I believe many ardent typographers would answer, "not much".
Readability is a semantic and syntac attribute of text while legibility is a visual attribute of type. The smaller the type size the heavier the stroke and the wider the set. The larger the type size the lighter the stroke and the narrower the set.
The introduction of photo-mechanical and photo-electronic composition made photographic scaling possible, and the introduction of splines perpetuated the possibility (URW Nimbus, Linotype's early no name splines, Adobe Type 1 and Type 3, Bitstream Speedo, Apple TrueType, Monotype Qubic, Compugraphic Intellifont).
The problem with splines is that the single master is designed for some size and that single master is then scaled to sizes it was not designed for. If the design is for 12 point and a 6 point small cap is faked from the 12 point capital, the 6 point will be illegibly light.
There are two technologies that deal with this, one is Adobe's Multiple Master technology and the other is Apple's Variations technology for up to 64 design dimensions simultaneously. Adobe's technology was made for simulating fonts Adobe did not have permission to embed in PDF.
Adobe's technology was sold in Adobe Type 1 Multiple Master type products, supported in QuarkXPress 3. Adobe's technology is used as internal format in Fontlab whereas the external format is saved out as single master. OpenType 1.4 does not support Multiple Masters.
Apple's Variations technology was developed for complex multilingual composition, for instance, in shaping of kashidas in Arabic. It is simplicity itself to use, simply use the sliders in the Typography Palette for SFNT Spline Font files that have Variations.
Note that the QuickDraw Graphics Extension and ATSUI Apple Type Services for Unicode Imaging support as well Apple Variations as Adobe Multiple Masters. To test this, download Intaglio from Purgatory Design and enable the Typography Palette for Apple Skia and any Adobe Type 1 Multiple Master of your choice.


What you will do: Return the data exactly, apart from leaving out the pictures.

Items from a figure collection
====================

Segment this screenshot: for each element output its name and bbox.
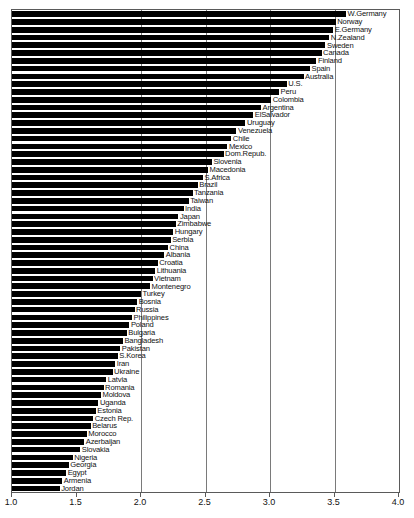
x-tick-label: 3.5: [327, 497, 340, 507]
bar: [12, 338, 123, 344]
bar: [12, 361, 115, 367]
bar: [12, 58, 316, 64]
bar: [12, 167, 208, 173]
bar: [12, 307, 135, 313]
bar: [12, 447, 80, 453]
bar: [12, 299, 137, 305]
bar: [12, 260, 158, 266]
bar: [12, 11, 346, 17]
bar: [12, 315, 132, 321]
bar: [12, 97, 271, 103]
bar: [12, 462, 69, 468]
x-axis: 1.01.52.02.53.03.54.0: [11, 493, 400, 518]
bar: [12, 470, 66, 476]
bar: [12, 416, 93, 422]
x-tick-label: 1.5: [69, 497, 82, 507]
x-tick-label: 4.0: [392, 497, 405, 507]
bar: [12, 50, 322, 56]
bar: [12, 455, 73, 461]
bar: [12, 423, 91, 429]
bar: [12, 159, 212, 165]
bar-chart: W.GermanyNorwayE.GermanyN.ZealandSwedenC…: [0, 0, 414, 518]
bar: [12, 136, 231, 142]
bar: [12, 330, 127, 336]
bar: [12, 400, 98, 406]
bar: [12, 221, 176, 227]
bar: [12, 439, 84, 445]
bar: [12, 206, 184, 212]
bar: [12, 42, 325, 48]
bar: [12, 27, 333, 33]
bar: [12, 283, 150, 289]
bar: [12, 151, 224, 157]
bar: [12, 408, 96, 414]
bar: [12, 105, 261, 111]
bar: [12, 81, 287, 87]
bar: [12, 128, 236, 134]
bar: [12, 144, 227, 150]
x-tick-label: 1.0: [5, 497, 18, 507]
bar: [12, 120, 245, 126]
bar: [12, 291, 141, 297]
bar-series: W.GermanyNorwayE.GermanyN.ZealandSwedenC…: [12, 10, 399, 492]
bar: [12, 353, 118, 359]
bar: [12, 322, 129, 328]
bar: [12, 237, 171, 243]
plot-area: W.GermanyNorwayE.GermanyN.ZealandSwedenC…: [11, 9, 400, 493]
bar: [12, 268, 155, 274]
bar-category-label: Jordan: [61, 484, 83, 493]
bar: [12, 392, 101, 398]
bar: [12, 229, 173, 235]
bar: [12, 369, 113, 375]
x-tick-label: 2.5: [198, 497, 211, 507]
bar: [12, 252, 164, 258]
x-tick-label: 2.0: [134, 497, 147, 507]
bar-category-label: Australia: [305, 72, 333, 81]
bar: [12, 377, 106, 383]
bar: [12, 112, 253, 118]
bar: [12, 35, 329, 41]
bar: [12, 346, 120, 352]
bar: [12, 245, 168, 251]
bar: [12, 66, 310, 72]
bar: [12, 19, 336, 25]
bar: [12, 276, 153, 282]
bar: [12, 175, 203, 181]
x-tick-label: 3.0: [263, 497, 276, 507]
bar: [12, 431, 87, 437]
bar: [12, 198, 189, 204]
bar: [12, 74, 304, 80]
bar: [12, 182, 198, 188]
bar: [12, 214, 178, 220]
bar: [12, 89, 279, 95]
bar: [12, 478, 62, 484]
bar: [12, 190, 193, 196]
bar: [12, 486, 60, 492]
bar: [12, 385, 104, 391]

====================

Written solution:
Segment this screenshot: for each element output its name and bbox.
x-tick-label: 3.5: [327, 497, 340, 507]
bar: [12, 338, 123, 344]
bar: [12, 361, 115, 367]
bar: [12, 58, 316, 64]
bar: [12, 167, 208, 173]
bar: [12, 307, 135, 313]
bar: [12, 447, 80, 453]
bar: [12, 299, 137, 305]
bar: [12, 260, 158, 266]
bar: [12, 11, 346, 17]
bar: [12, 315, 132, 321]
bar: [12, 97, 271, 103]
bar: [12, 462, 69, 468]
x-axis: 1.01.52.02.53.03.54.0: [11, 493, 400, 518]
bar: [12, 470, 66, 476]
bar: [12, 416, 93, 422]
x-tick-label: 1.5: [69, 497, 82, 507]
x-tick-label: 4.0: [392, 497, 405, 507]
bar: [12, 50, 322, 56]
bar: [12, 455, 73, 461]
bar: [12, 423, 91, 429]
bar: [12, 159, 212, 165]
bar-chart: W.GermanyNorwayE.GermanyN.ZealandSwedenC…: [0, 0, 414, 518]
bar: [12, 136, 231, 142]
bar: [12, 330, 127, 336]
bar: [12, 400, 98, 406]
bar: [12, 221, 176, 227]
bar: [12, 439, 84, 445]
bar: [12, 206, 184, 212]
bar: [12, 42, 325, 48]
bar: [12, 27, 333, 33]
bar: [12, 283, 150, 289]
bar: [12, 151, 224, 157]
bar: [12, 408, 96, 414]
bar: [12, 105, 261, 111]
bar: [12, 81, 287, 87]
bar: [12, 128, 236, 134]
bar: [12, 144, 227, 150]
x-tick-label: 1.0: [5, 497, 18, 507]
bar: [12, 120, 245, 126]
bar: [12, 291, 141, 297]
bar-series: W.GermanyNorwayE.GermanyN.ZealandSwedenC…: [12, 10, 399, 492]
bar: [12, 353, 118, 359]
bar: [12, 322, 129, 328]
bar: [12, 237, 171, 243]
plot-area: W.GermanyNorwayE.GermanyN.ZealandSwedenC…: [11, 9, 400, 493]
bar: [12, 268, 155, 274]
bar-category-label: Jordan: [61, 484, 83, 493]
bar: [12, 392, 101, 398]
bar: [12, 229, 173, 235]
bar: [12, 369, 113, 375]
x-tick-label: 2.5: [198, 497, 211, 507]
bar: [12, 252, 164, 258]
x-tick-label: 2.0: [134, 497, 147, 507]
bar-category-label: Australia: [305, 72, 333, 81]
bar: [12, 377, 106, 383]
bar: [12, 112, 253, 118]
bar: [12, 35, 329, 41]
bar: [12, 346, 120, 352]
bar: [12, 245, 168, 251]
bar: [12, 66, 310, 72]
bar: [12, 19, 336, 25]
bar: [12, 276, 153, 282]
bar: [12, 175, 203, 181]
x-tick-label: 3.0: [263, 497, 276, 507]
bar: [12, 431, 87, 437]
bar: [12, 198, 189, 204]
bar: [12, 74, 304, 80]
bar: [12, 182, 198, 188]
bar: [12, 214, 178, 220]
bar: [12, 89, 279, 95]
bar: [12, 478, 62, 484]
bar: [12, 190, 193, 196]
bar: [12, 486, 60, 492]
bar: [12, 385, 104, 391]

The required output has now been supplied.